This comment is kinda snarky and borderline facetious but man, I can't help but agree. After 10 years hanging around this site if there's anything I've learned it's that I am nowhere fucking near "max geekiness". I couldn't stick with a project like this for 6 hours, let alone 6 years. And yet literally in the last week I've been (gently) ribbed for being nerdy enough to think reading books for pleasure is an acceptable leisure activity.
This is orders of magnitude of geekiness beyond anything I could possibly accomplish, and I mean that in the best possible way. Kudos to the author and thank god for the real nerds.
> This is crazy, how on earth do you have the patience and persistence to work on something like this??? It took five - six years?
Immediate gratification culture (a generational problem?) teaches us that the very short term is the meaningful range in which to work and expect results. But anyone who has become a master at their art or craft knows that 10+ year projects are normal and that the long-term is where mastery resides. In the medium term, one is often on a plateau, barely seeing significant progress. (Just ask the best cellists or figurative fine art painters or marble sculptors.)
There is absolutely no way that immediate gratification culture is a generational problem. I've worked my entire adult life in R&D for medical diagnostic devices and in those forty years nearly all the bad decisions I've been subjected to had quarterly stock results as the eventual root cause (if you dug long enough).
Calling it a generational problem is like blaming Millennials for the participation prizes that they got as kids which the adults invented, created, and awarded.
You just like it, and you keep working on it as time permits and you get unblocked. Which reminds me, I need to write up my own 4-year project (which is nowhere near as cool as this).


WHAT YOU HAVE TO DO -> From the data below, return each line in which the string "Interest" is found.
══ RECORDS SUPPLIED
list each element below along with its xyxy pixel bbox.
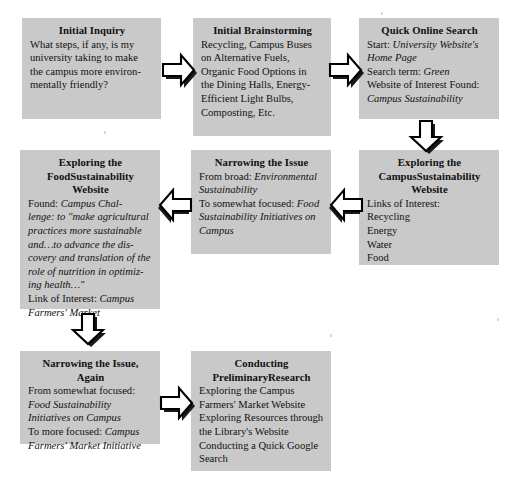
text-italic: Sustainability	[199, 184, 257, 195]
text-plain: Website of Interest Found:	[367, 79, 479, 90]
node-body-line: mentally friendly?	[30, 78, 154, 92]
node-initial-inquiry[interactable]: Initial Inquiry What steps, if any, is m…	[22, 18, 161, 119]
node-body-line: Search	[199, 452, 324, 466]
node-exploring-food-sustainability[interactable]: Exploring the FoodSustainability Website…	[20, 150, 160, 309]
arrow-brainstorming-to-search	[326, 48, 366, 92]
node-body-line: Exploring Resources through	[199, 411, 324, 425]
text-italic: Green	[423, 66, 449, 77]
node-body-line: the campus more environ-	[30, 65, 154, 79]
node-body: Links of Interest:RecyclingEnergyWaterFo…	[367, 197, 492, 265]
text-italic: Food Sustainability	[28, 399, 111, 410]
node-title: Narrowing the Issue, Again	[28, 357, 153, 384]
node-body-line: To somewhat focused: Food	[199, 197, 324, 211]
node-body-line: lenge: to "make agricultural	[28, 210, 153, 224]
node-body-line: the Dining Halls, Energy-	[201, 78, 324, 92]
node-body-line: and…to advance the dis-	[28, 238, 153, 252]
text-italic: ing health…"	[28, 279, 85, 290]
node-body-line: practices more sustainable	[28, 224, 153, 238]
node-body-line: Water	[367, 238, 492, 252]
node-body-line: university taking to make	[30, 51, 154, 65]
node-body-line: From somewhat focused:	[28, 384, 153, 398]
node-body-line: Sustainability Initiatives on	[199, 210, 324, 224]
node-body: Recycling, Campus Buseson Alternative Fu…	[201, 38, 324, 120]
text-italic: role of nutrition in optimiz-	[28, 266, 144, 277]
node-initial-brainstorming[interactable]: Initial Brainstorming Recycling, Campus …	[193, 18, 331, 136]
node-body-line: Efficient Light Bulbs,	[201, 92, 324, 106]
scan-speck	[104, 131, 106, 134]
node-body-line: Search term: Green	[367, 65, 492, 79]
node-title: Narrowing the Issue	[199, 156, 324, 170]
node-body-line: Campus	[199, 224, 324, 238]
node-body-line: What steps, if any, is my	[30, 38, 154, 52]
node-title: Initial Inquiry	[30, 24, 154, 38]
text-italic: University Website's	[393, 39, 479, 50]
text-plain: Start:	[367, 39, 393, 50]
node-title: Initial Brainstorming	[201, 24, 324, 38]
node-body-line: covery and translation of the	[28, 251, 153, 265]
text-italic: Farmers' Market Initiative	[28, 440, 141, 451]
node-body-line: Links of Interest:	[367, 197, 492, 211]
node-body-line: Food Sustainability	[28, 398, 153, 412]
text-italic: Food	[297, 198, 319, 209]
node-title-line: Research	[268, 371, 310, 383]
node-body-line: Farmers' Market Initiative	[28, 439, 153, 453]
text-italic: and…to advance the dis-	[28, 239, 134, 250]
arrow-search-to-campus-site	[404, 118, 448, 158]
node-body: Start: University Website'sHome PageSear…	[367, 38, 492, 106]
node-narrowing-the-issue-again[interactable]: Narrowing the Issue, Again From somewhat…	[20, 351, 160, 444]
scan-speck	[330, 334, 332, 337]
node-narrowing-the-issue[interactable]: Narrowing the Issue From broad: Environm…	[191, 150, 331, 254]
node-title-line: Sustainability Website	[70, 170, 134, 196]
text-italic: Campus	[100, 293, 135, 304]
text-plain: From broad:	[199, 171, 254, 182]
text-italic: Campus Sustainability	[367, 93, 463, 104]
node-body-line: Link of Interest: Campus	[28, 292, 153, 306]
text-plain: To more focused:	[28, 426, 105, 437]
text-plain: Found:	[28, 198, 61, 209]
scan-speck	[497, 318, 499, 321]
node-title: Quick Online Search	[367, 24, 492, 38]
arrow-narrowing-again-to-research	[157, 381, 197, 425]
text-italic: Campus	[105, 426, 140, 437]
node-quick-online-search[interactable]: Quick Online Search Start: University We…	[359, 18, 499, 119]
text-italic: Initiatives on Campus	[28, 412, 121, 423]
text-italic: Campus Chal-	[61, 198, 123, 209]
arrow-inquiry-to-brainstorming	[159, 48, 199, 92]
node-body-line: Website of Interest Found:	[367, 78, 492, 92]
node-body-line: Found: Campus Chal-	[28, 197, 153, 211]
node-body: What steps, if any, is myuniversity taki…	[30, 38, 154, 92]
node-body-line: Start: University Website's	[367, 38, 492, 52]
node-exploring-campus-sustainability[interactable]: Exploring the CampusSustainability Websi…	[359, 150, 499, 265]
flowchart-canvas: Initial Inquiry What steps, if any, is m…	[0, 0, 520, 495]
node-title: Exploring the FoodSustainability Website	[28, 156, 153, 197]
node-body-line: Organic Food Options in	[201, 65, 324, 79]
arrow-narrowing-to-food-site	[155, 183, 195, 227]
node-body-line: Farmers' Market Website	[199, 398, 324, 412]
text-plain: From somewhat focused:	[28, 385, 135, 396]
node-conducting-preliminary-research[interactable]: Conducting PreliminaryResearch Exploring…	[191, 351, 331, 471]
node-body-line: role of nutrition in optimiz-	[28, 265, 153, 279]
text-italic: practices more sustainable	[28, 225, 142, 236]
text-italic: Campus	[199, 225, 234, 236]
text-italic: Sustainability Initiatives on	[199, 211, 316, 222]
text-italic: Environmental	[254, 171, 317, 182]
node-body-line: Energy	[367, 224, 492, 238]
node-body-line: Recycling, Campus Buses	[201, 38, 324, 52]
node-body-line: Composting, Etc.	[201, 106, 324, 120]
node-body-line: ing health…"	[28, 278, 153, 292]
node-body-line: To more focused: Campus	[28, 425, 153, 439]
text-plain: Search term:	[367, 66, 423, 77]
node-body-line: Food	[367, 251, 492, 265]
node-body: Exploring the CampusFarmers' Market Webs…	[199, 384, 324, 466]
node-body: From broad: EnvironmentalSustainabilityT…	[199, 170, 324, 238]
node-body-line: Initiatives on Campus	[28, 411, 153, 425]
node-body-line: From broad: Environmental	[199, 170, 324, 184]
text-italic: covery and translation of the	[28, 252, 150, 263]
node-body-line: Sustainability	[199, 183, 324, 197]
node-body: Found: Campus Chal-lenge: to "make agric…	[28, 197, 153, 319]
arrow-food-site-to-narrowing-again	[66, 309, 110, 353]
node-body-line: Home Page	[367, 51, 492, 65]
node-body-line: Campus Sustainability	[367, 92, 492, 106]
scan-speck	[381, 12, 383, 15]
node-body-line: Conducting a Quick Google	[199, 439, 324, 453]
════
OUTPUT FOR THIS TASK ->
text-plain: Website of Interest Found:	[367, 79, 479, 90]
node-body: Links of Interest:RecyclingEnergyWaterFo…	[367, 197, 492, 265]
node-body-line: Links of Interest:	[367, 197, 492, 211]
node-body-line: Link of Interest: Campus	[28, 292, 153, 306]
node-body-line: Website of Interest Found:	[367, 78, 492, 92]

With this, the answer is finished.